- GMK K12 uses Oculink and USB4 to make EGPU support completely Plug-And-Play
- Ryzen 7 h 255 pushes 70W under the load, rare in mini-PCs in budget the size of a palm
- The triple SSD locations M.2 make K12 unusually capable of managing massive storage networks
GMK launched the K12, a mini PC at a price of 2,099 yuan (around $ 292), designed for users looking for a compact but extensible system.
Unlike typical budget systems, K12 supports Oculink and USB4, making external GPU connectivity a practical reality without modifying internal components.
Propelled by Ryzen 7 h 255 of AMD, the GMK K12 has a Zen 4 to 8 core processor and 16-thread with clock speeds ranging from 3.8 GHz to 4.9 GHz.
A small factor in shape with a surprising thermal margin
GMK (originally in Chinese) claims that the chip can maintain a power envelope of 70 W under a sustained load, which places it well above what is generally expected from factor devices of small shape.
The integrated GPU Radeon 780m manages lighter games and creative workloads, although its real strength lies in the support of external GPU quays on Oculink or USB4.
One of the main sales arguments of this device is its unusually wide storage and memory capacity, because it has three PCIe 4.0 m.2 locations, each supported up to 8 TB SSD, which brings total storage to 24 to theoretical, and is also delivered with two DDR5 locations, which support up to 128 GB of RAM at 5600 MHz.
Although these specifications are far beyond what most mini-PCs need, they offer K12 flexibility to operate as a light workstation or an experimental professional PC for heavy data tasks.
With so much power, heating problems are heating problems, and the K12 manages this with a two fans system supported by a steam chamber heat spreader.
The GMK chassis includes double -air intake and selectable cooling profiles by the user: silent (45W), balanced (54W) and performance (65W).
This approach may not correspond to the traditional cooling of workstations, but it provides more control than most of its size class systems.
On the connectivity side, the K12 supports up to four 4K displays via HDMI 2.1, DisplayPort 1.4 and USB4, with a data transfer managed via 2.5 g Ethernet ports and 6th Wi-Fi.
In particular, the OCULINK port on the front panel allows an EGPU support without loss, and the USB4 port supports the data flow rates of 40 GbitPS and the power delivery of 120 W.
That said, GMK K12 is not intended to replace office computers or high -end playing towers; It introduces a mixture of affordability, extension and performance control which is not often observed at this price.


*Exercise*
Copy the listing exactly, please, and keep every picture out of it.

*Exercise inputs*
○ ○ ○ ○
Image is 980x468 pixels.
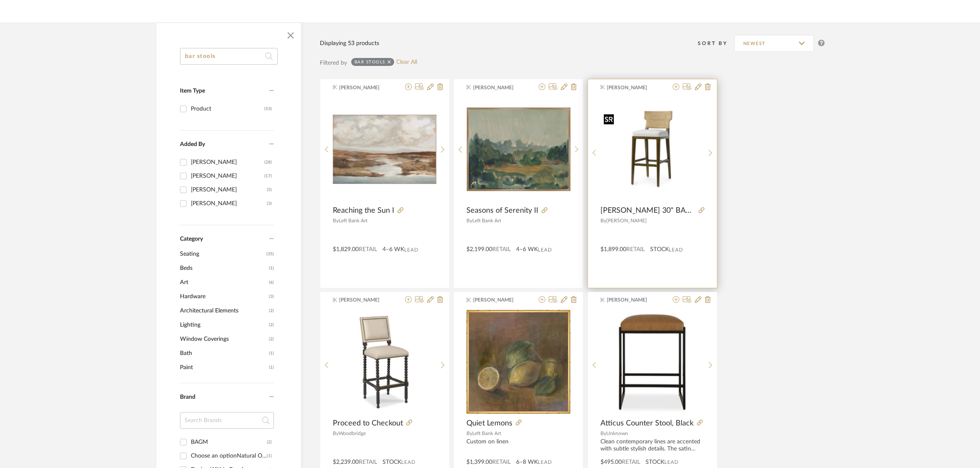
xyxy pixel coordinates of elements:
[267,450,272,463] div: (1)
[467,206,538,216] span: Seasons of Serenity II
[645,458,664,467] span: STOCK
[382,245,404,254] span: 4–6 WK
[180,361,267,375] span: Paint
[190,155,264,169] div: [PERSON_NAME]
[332,218,339,224] span: By
[467,459,492,466] span: $1,399.00
[282,27,299,44] button: Close
[320,59,347,67] div: Filtered by
[473,84,525,91] span: [PERSON_NAME]
[601,110,704,188] img: KIRBY 30" BARSTOOL
[538,459,552,466] span: Lead
[332,432,339,436] span: By
[180,304,267,318] span: Architectural Elements
[269,318,274,332] span: (2)
[601,218,606,224] span: By
[180,236,203,243] span: Category
[467,247,492,252] span: $2,199.00
[607,297,659,304] span: [PERSON_NAME]
[359,459,377,466] span: Retail
[190,102,264,116] div: Product
[467,439,571,453] div: Custom on linen
[269,305,274,317] span: (2)
[180,141,205,148] span: Added By
[467,310,571,414] div: 0
[467,108,571,191] img: Seasons of Serenity II
[472,432,501,436] span: Left Bank Art
[669,247,683,253] span: Lead
[492,459,511,466] span: Retail
[492,247,511,252] span: Retail
[698,39,735,48] div: Sort By
[601,310,704,414] div: 0
[180,332,267,347] span: Window Coverings
[601,247,626,252] span: $1,899.00
[269,332,274,346] span: (2)
[332,115,436,184] img: Reaching the Sun I
[190,435,267,449] div: BAGM
[601,206,695,216] span: [PERSON_NAME] 30" BARSTOOL
[180,48,278,65] input: Search within 53 results
[180,88,205,94] span: Item Type
[664,459,678,466] span: Lead
[404,247,418,253] span: Lead
[264,102,272,116] div: (53)
[626,247,644,252] span: Retail
[190,450,267,463] div: Choose an optionNatural OakLight Smoked OakDark Smoked OakBlack Oak
[190,170,264,182] div: [PERSON_NAME]
[332,310,436,414] img: Proceed to Checkout
[180,318,267,332] span: Lighting
[339,432,366,436] span: Woodbridge
[180,412,274,429] input: Search Brands
[180,275,267,290] span: Art
[267,435,272,449] div: (2)
[396,59,417,66] a: Clear All
[180,261,267,275] span: Beds
[607,84,659,91] span: [PERSON_NAME]
[516,245,538,254] span: 4–6 WK
[538,247,552,253] span: Lead
[606,218,647,224] span: [PERSON_NAME]
[650,245,669,254] span: STOCK
[601,310,704,414] img: Atticus Counter Stool, Black
[467,419,513,428] span: Quiet Lemons
[332,419,403,428] span: Proceed to Checkout
[339,218,367,224] span: Left Bank Art
[264,170,272,182] div: (17)
[180,247,264,261] span: Seating
[473,297,525,304] span: [PERSON_NAME]
[332,247,359,252] span: $1,829.00
[339,297,392,304] span: [PERSON_NAME]
[601,98,704,201] div: 0
[320,39,379,48] div: Displaying 53 products
[190,197,267,210] div: [PERSON_NAME]
[467,218,472,224] span: By
[267,183,272,197] div: (5)
[359,247,377,252] span: Retail
[180,290,267,304] span: Hardware
[516,458,538,467] span: 6–8 WK
[269,262,274,275] span: (1)
[601,459,621,466] span: $495.00
[339,84,392,91] span: [PERSON_NAME]
[332,310,436,414] div: 0
[267,197,272,210] div: (3)
[355,59,386,65] div: bar stools
[332,459,359,466] span: $2,239.00
[180,394,195,401] span: Brand
[601,432,606,436] span: By
[467,310,571,414] img: Quiet Lemons
[382,458,402,467] span: STOCK
[269,290,274,304] span: (3)
[269,361,274,374] span: (1)
[264,155,272,169] div: (28)
[332,206,394,216] span: Reaching the Sun I
[606,432,628,436] span: Unknown
[269,347,274,360] span: (1)
[601,419,694,428] span: Atticus Counter Stool, Black
[601,439,705,453] div: Clean contemporary lines are accented with subtle stylish details. The satin black finished iron ...
[467,432,472,436] span: By
[190,183,267,197] div: [PERSON_NAME]
[472,218,501,224] span: Left Bank Art
[267,247,274,261] span: (35)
○ ○ ○ ○
*Reply to the task*
Image is 980x468 pixels.
xyxy pixel coordinates of elements:
[267,450,272,463] div: (1)
[467,206,538,216] span: Seasons of Serenity II
[645,458,664,467] span: STOCK
[382,245,404,254] span: 4–6 WK
[180,361,267,375] span: Paint
[190,155,264,169] div: [PERSON_NAME]
[332,218,339,224] span: By
[467,459,492,466] span: $1,399.00
[282,27,299,44] button: Close
[320,59,347,67] div: Filtered by
[473,84,525,91] span: [PERSON_NAME]
[601,110,704,188] img: KIRBY 30" BARSTOOL
[538,459,552,466] span: Lead
[332,432,339,436] span: By
[180,304,267,318] span: Architectural Elements
[269,318,274,332] span: (2)
[601,218,606,224] span: By
[180,236,203,243] span: Category
[467,247,492,252] span: $2,199.00
[607,297,659,304] span: [PERSON_NAME]
[359,459,377,466] span: Retail
[190,102,264,116] div: Product
[467,439,571,453] div: Custom on linen
[269,305,274,317] span: (2)
[180,141,205,148] span: Added By
[467,310,571,414] div: 0
[467,108,571,191] img: Seasons of Serenity II
[472,432,501,436] span: Left Bank Art
[669,247,683,253] span: Lead
[492,459,511,466] span: Retail
[492,247,511,252] span: Retail
[698,39,735,48] div: Sort By
[601,310,704,414] div: 0
[180,332,267,347] span: Window Coverings
[601,247,626,252] span: $1,899.00
[269,332,274,346] span: (2)
[332,115,436,184] img: Reaching the Sun I
[190,435,267,449] div: BAGM
[601,206,695,216] span: [PERSON_NAME] 30" BARSTOOL
[180,48,278,65] input: Search within 53 results
[180,88,205,94] span: Item Type
[664,459,678,466] span: Lead
[404,247,418,253] span: Lead
[264,102,272,116] div: (53)
[626,247,644,252] span: Retail
[190,450,267,463] div: Choose an optionNatural OakLight Smoked OakDark Smoked OakBlack Oak
[190,170,264,182] div: [PERSON_NAME]
[332,310,436,414] img: Proceed to Checkout
[180,318,267,332] span: Lighting
[339,432,366,436] span: Woodbridge
[180,412,274,429] input: Search Brands
[180,275,267,290] span: Art
[267,435,272,449] div: (2)
[396,59,417,66] a: Clear All
[180,261,267,275] span: Beds
[607,84,659,91] span: [PERSON_NAME]
[516,245,538,254] span: 4–6 WK
[538,247,552,253] span: Lead
[606,218,647,224] span: [PERSON_NAME]
[650,245,669,254] span: STOCK
[601,310,704,414] img: Atticus Counter Stool, Black
[467,419,513,428] span: Quiet Lemons
[332,419,403,428] span: Proceed to Checkout
[339,218,367,224] span: Left Bank Art
[264,170,272,182] div: (17)
[180,247,264,261] span: Seating
[473,297,525,304] span: [PERSON_NAME]
[332,247,359,252] span: $1,829.00
[339,297,392,304] span: [PERSON_NAME]
[601,98,704,201] div: 0
[320,39,379,48] div: Displaying 53 products
[190,197,267,210] div: [PERSON_NAME]
[467,218,472,224] span: By
[267,183,272,197] div: (5)
[359,247,377,252] span: Retail
[180,290,267,304] span: Hardware
[516,458,538,467] span: 6–8 WK
[269,262,274,275] span: (1)
[601,459,621,466] span: $495.00
[339,84,392,91] span: [PERSON_NAME]
[332,310,436,414] div: 0
[267,197,272,210] div: (3)
[355,59,386,65] div: bar stools
[332,459,359,466] span: $2,239.00
[180,394,195,401] span: Brand
[601,432,606,436] span: By
[467,310,571,414] img: Quiet Lemons
[382,458,402,467] span: STOCK
[269,290,274,304] span: (3)
[269,361,274,374] span: (1)
[264,155,272,169] div: (28)
[332,206,394,216] span: Reaching the Sun I
[606,432,628,436] span: Unknown
[269,347,274,360] span: (1)
[601,419,694,428] span: Atticus Counter Stool, Black
[601,439,705,453] div: Clean contemporary lines are accented with subtle stylish details. The satin black finished iron ...
[467,432,472,436] span: By
[190,183,267,197] div: [PERSON_NAME]
[472,218,501,224] span: Left Bank Art
[267,247,274,261] span: (35)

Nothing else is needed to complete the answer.